Preface: Faith Rediscovered
The meditations are a testimony of my faith journey, which has been one of rediscovering Christ and striving to make sense of my faith in the light of God becoming human and being crucified...
This is a compilation of Lenten, Good Friday, Easter and post-resurrection meditations that were originally preached during the English Services held at the Holy Trinity CSI Church, Elamkulam, Kochi from 2011-2014.
During the Lenten season of 2021, when the world was reeling under the COVID-19 pandemic, some of these meditations were broadcast as videos and are still available online. They are primarily intended for pastors, evangelists, theology students and those who may want to rediscover the meaning of Christian faith.
The meditations are a testimony of my faith journey, which has been one of rediscovering Christ and striving to make sense of my faith in the light of God becoming human and being crucified on the cross.
I grew up amidst the evangelical faith and piety of my grandfather, uncles and aunts, who lived exemplary lives, marked by extreme commitment to the cause of following Christ, and the increasing awareness, thanks to the rare privilege of growing up in a Dalit Christian parish of the Church of South India (CSI), of the façade that organised religion had built around itself to manage people and make them numb to the existential circumstances of their lives and the world they live in.
This contradiction, or what apparently seemed so, came to be reconciled, much later in life, in the image of a suffering God.
German theologian and dissenter, Dietrich Bonhoeffer, through his writings, introduced me to the idea that “it is not by his omnipotence that Christ helps us, but by his weakness and suffering”. This set me onto a new trajectory of Christian faith and discipleship, where one freed oneself from the trappings of ‘religion’ and began to identify with the suffering God, of Jesus “as the man for others” on the cross.
Churches in Kerala observe Lent with utmost devotion, though such fervency has diminished over the years. The related observations such as fasting, evening meditations, special worship sessions, etc. reach a high point with the events that mark the passion week, especially the Good Friday and the Easter worship services.
The period of Lent has always provided me with an occasion to re-live my childhood experiences associated with the Lenten season and passion week, especially the Good Friday service with meditations on the seven words from the cross.
As I grew up, some of the observances seemed rather pointless and misleading. For instance, the theatrical and graphic depictions of Jesus’ physical suffering to evoke sympathy towards Christ, the self-flagellation and fasting that provide a modicum of self-satisfaction and self-congratulation—all seemed to be ways of managing people and their feelings at a purely sentimental and superficial level, rather than stirring people to take up their own crosses and follow Christ to the Golgotha of our times.
Yet, all said and done, lent provides us with an occasion to engage with our congregations about the real meaning of the Cross of Christ—of how having been healed by the whiplashes on his body, we have been invited to a deeper awareness of the sins that still beset us and the world, and how we may become agents of redeeming love.
It is unfortunate that Good Friday sermons continue to be preoccupied with the mechanical atonement theories that continue to talk about how humanity has been redeemed from the bondage of sin with God paying the price (ransom) by sacrificing his own Son and so on. In such understanding, the historical reality of the cross is obfuscated.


- **Task goal**
With pictures left out, only the lines from the one containing "The image size is (952, 490)." through the end of the records should be reproduced exactly, please.
--
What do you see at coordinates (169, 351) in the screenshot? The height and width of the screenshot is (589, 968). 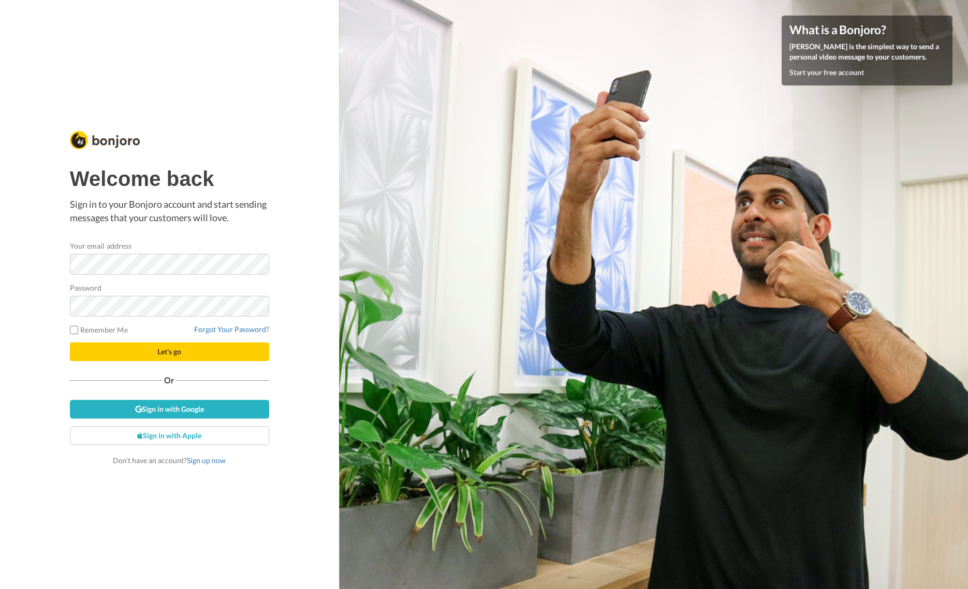 I see `span: Let's go` at bounding box center [169, 351].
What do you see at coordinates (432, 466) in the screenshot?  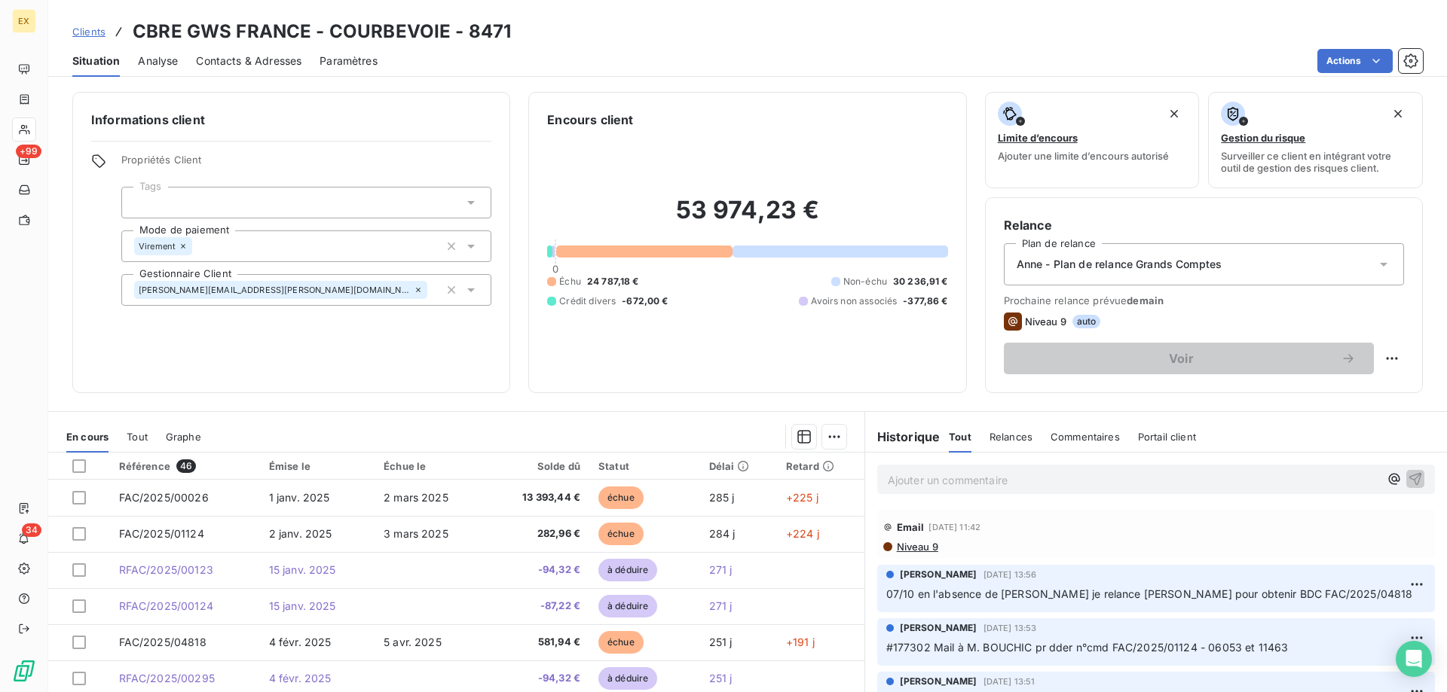 I see `div: Échue le` at bounding box center [432, 466].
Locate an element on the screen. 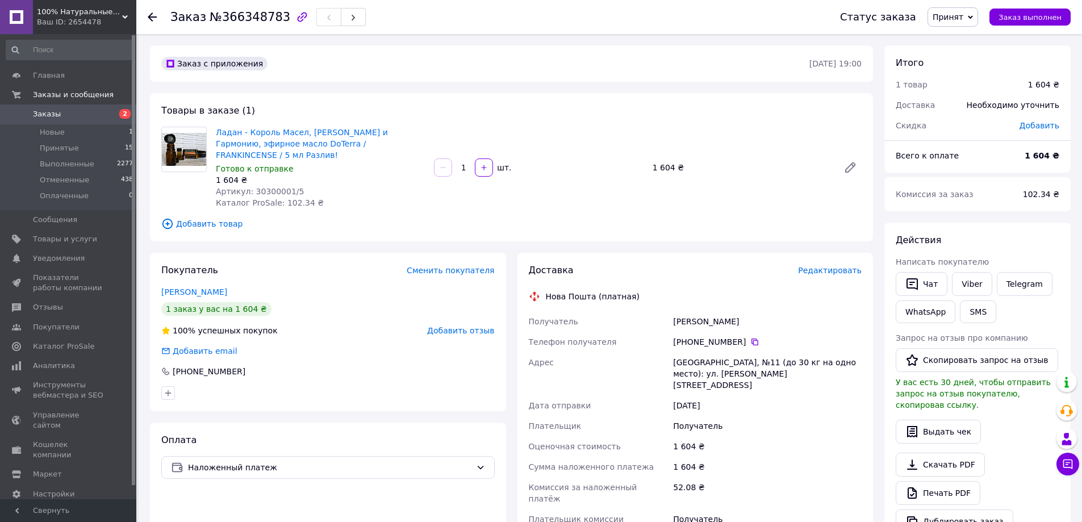  span: Заказ выполнен is located at coordinates (1030, 17).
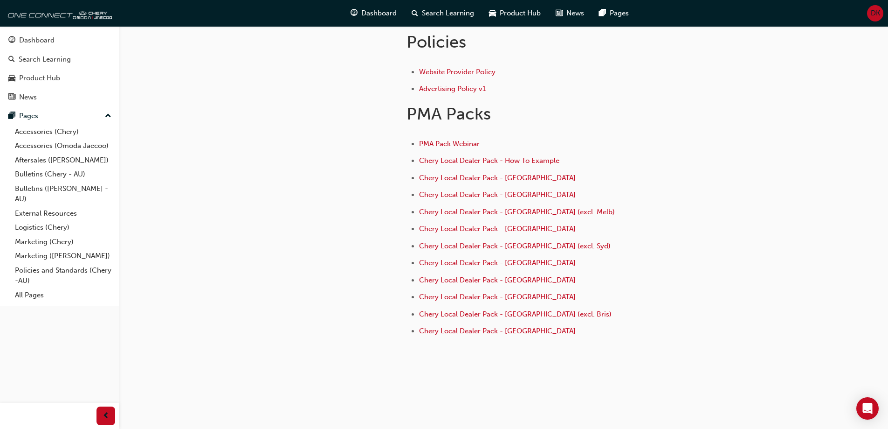 The height and width of the screenshot is (429, 888). Describe the element at coordinates (436, 42) in the screenshot. I see `span: Policies` at that location.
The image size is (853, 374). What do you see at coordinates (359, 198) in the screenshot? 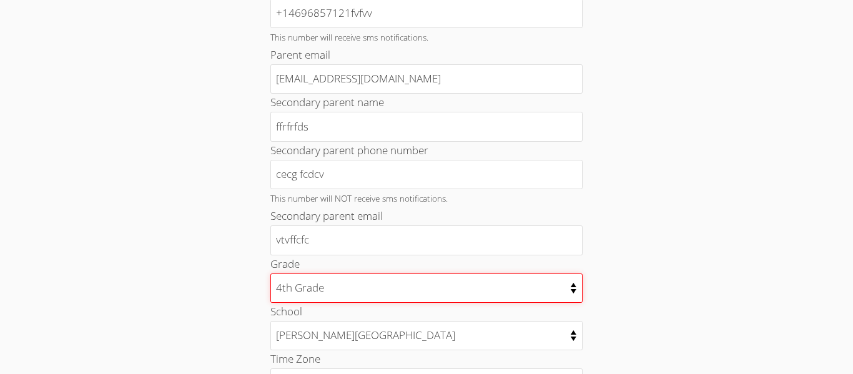
I see `small: This number will NOT receive sms notifications.` at bounding box center [359, 198].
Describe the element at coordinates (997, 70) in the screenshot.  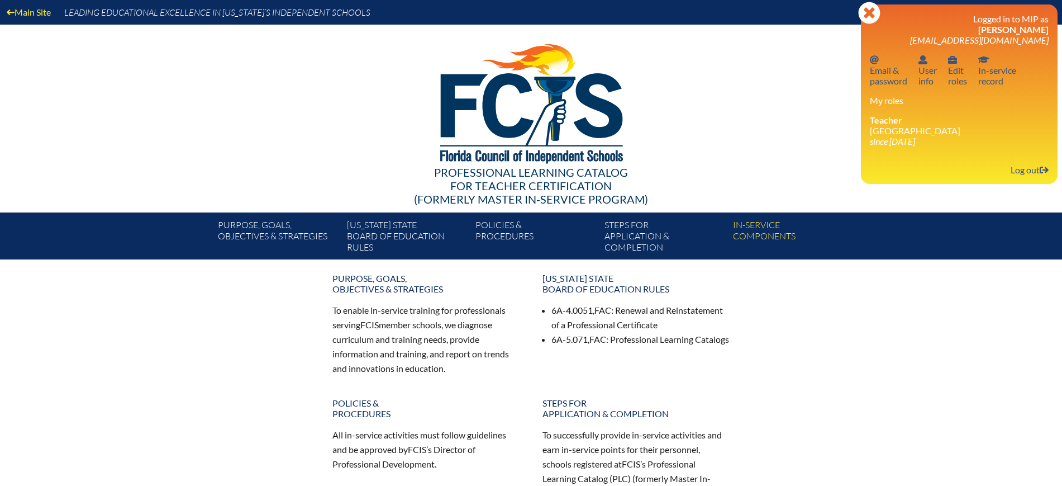
I see `a: In-service recordIn-servicerecord` at that location.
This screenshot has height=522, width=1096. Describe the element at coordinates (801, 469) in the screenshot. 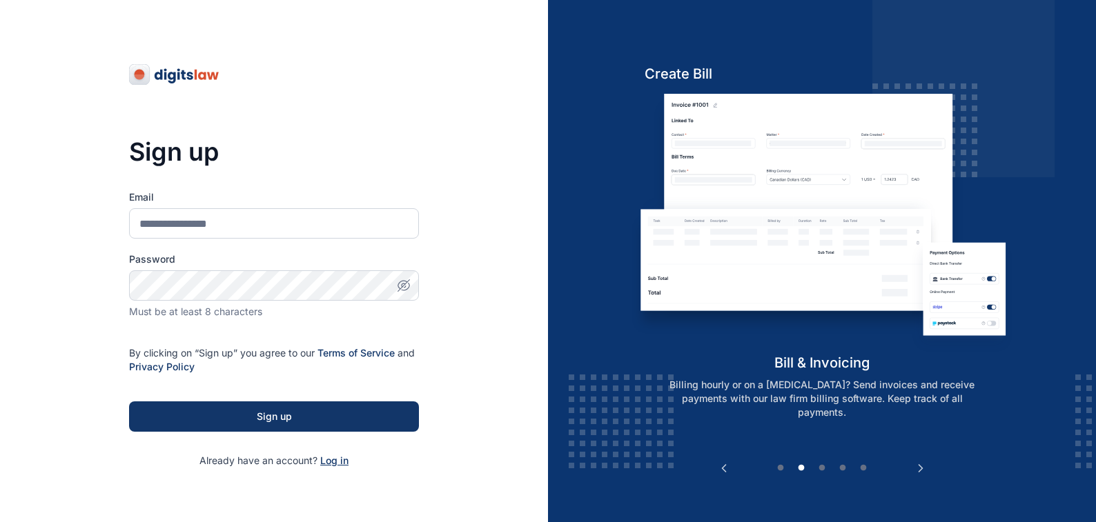

I see `button: 2` at that location.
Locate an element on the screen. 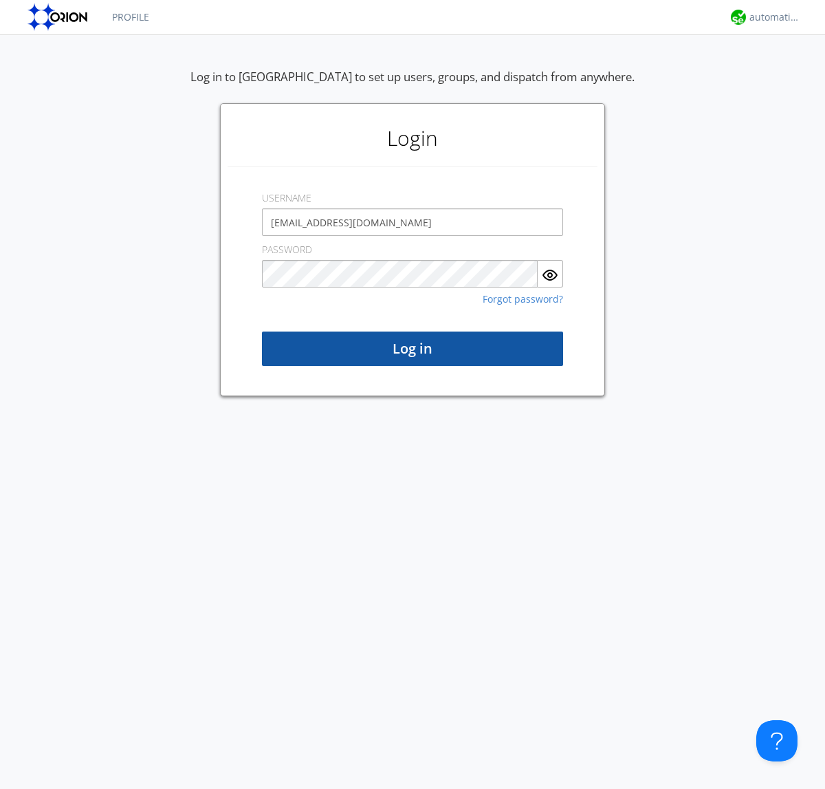  img: d2d01cd9b4174d08988066c6d424eccd is located at coordinates (738, 17).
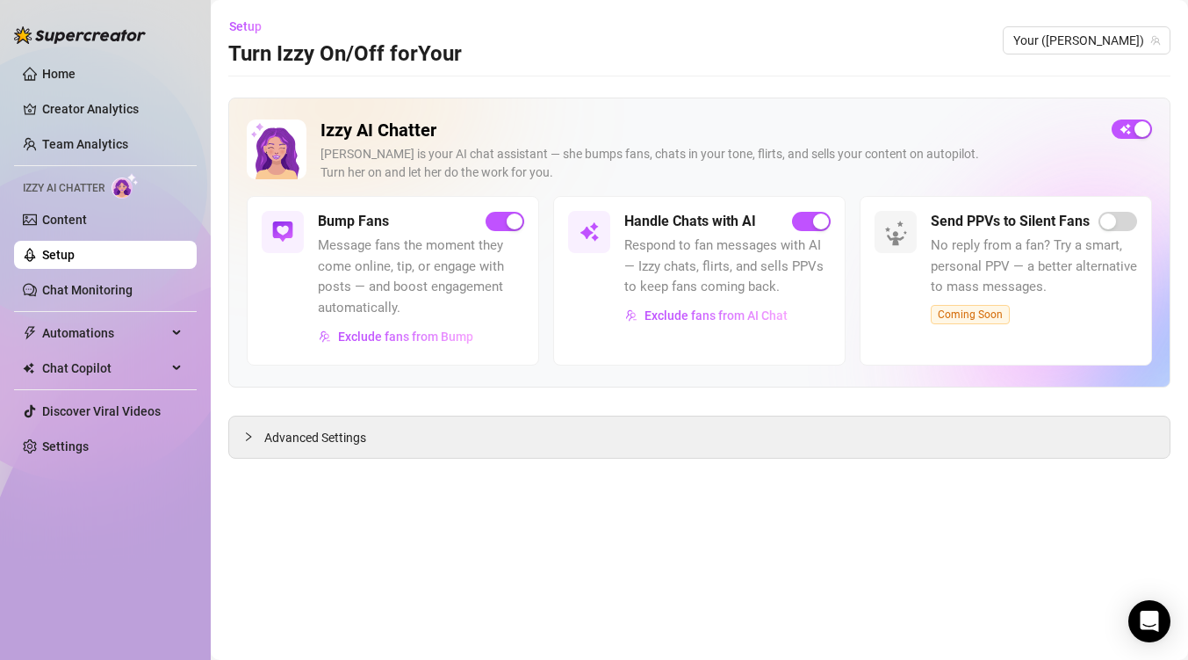 This screenshot has width=1188, height=660. Describe the element at coordinates (345, 54) in the screenshot. I see `h3: Turn Izzy On/Off for Your` at that location.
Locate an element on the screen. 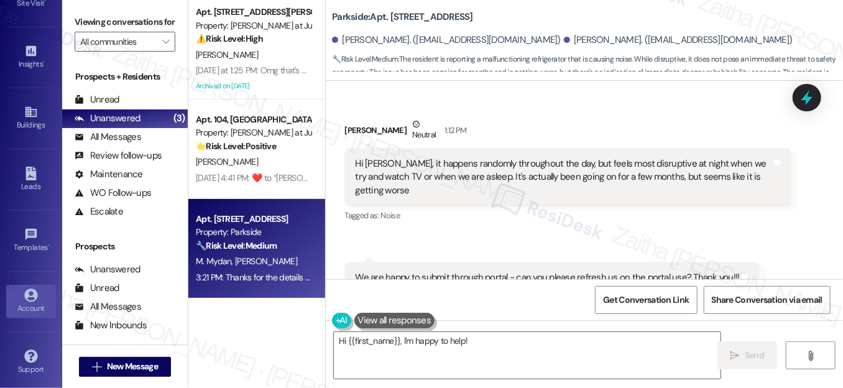 The height and width of the screenshot is (388, 843). span: : The resident is reporting a malfunctioning refrigerator that is causing noise. While disruptive... is located at coordinates (588, 73).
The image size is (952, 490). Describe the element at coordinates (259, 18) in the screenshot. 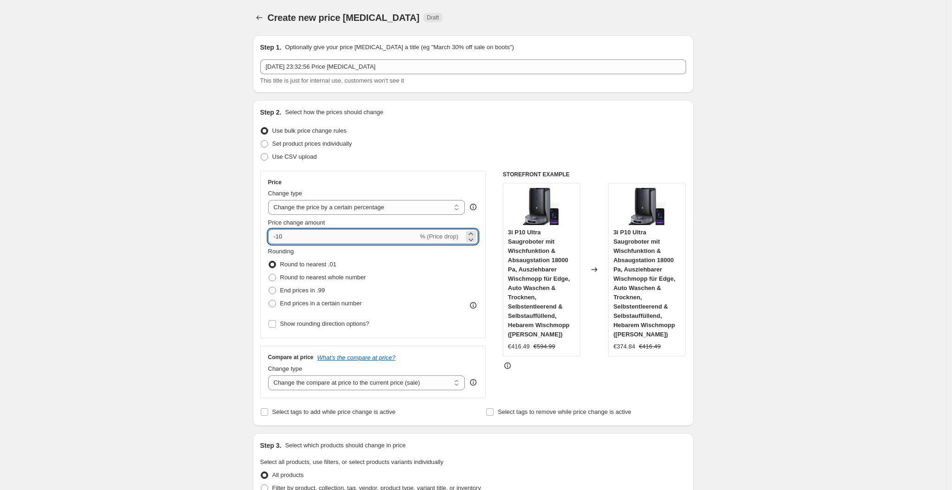

I see `button: Price change jobs` at that location.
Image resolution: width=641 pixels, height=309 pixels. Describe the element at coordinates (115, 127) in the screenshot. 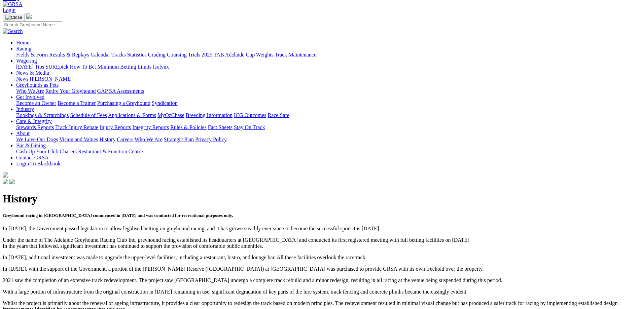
--
- **Answer to this problem**
The image size is (952, 490). Describe the element at coordinates (259, 18) in the screenshot. 

I see `button: Price change jobs` at that location.
Image resolution: width=641 pixels, height=309 pixels. Describe the element at coordinates (115, 127) in the screenshot. 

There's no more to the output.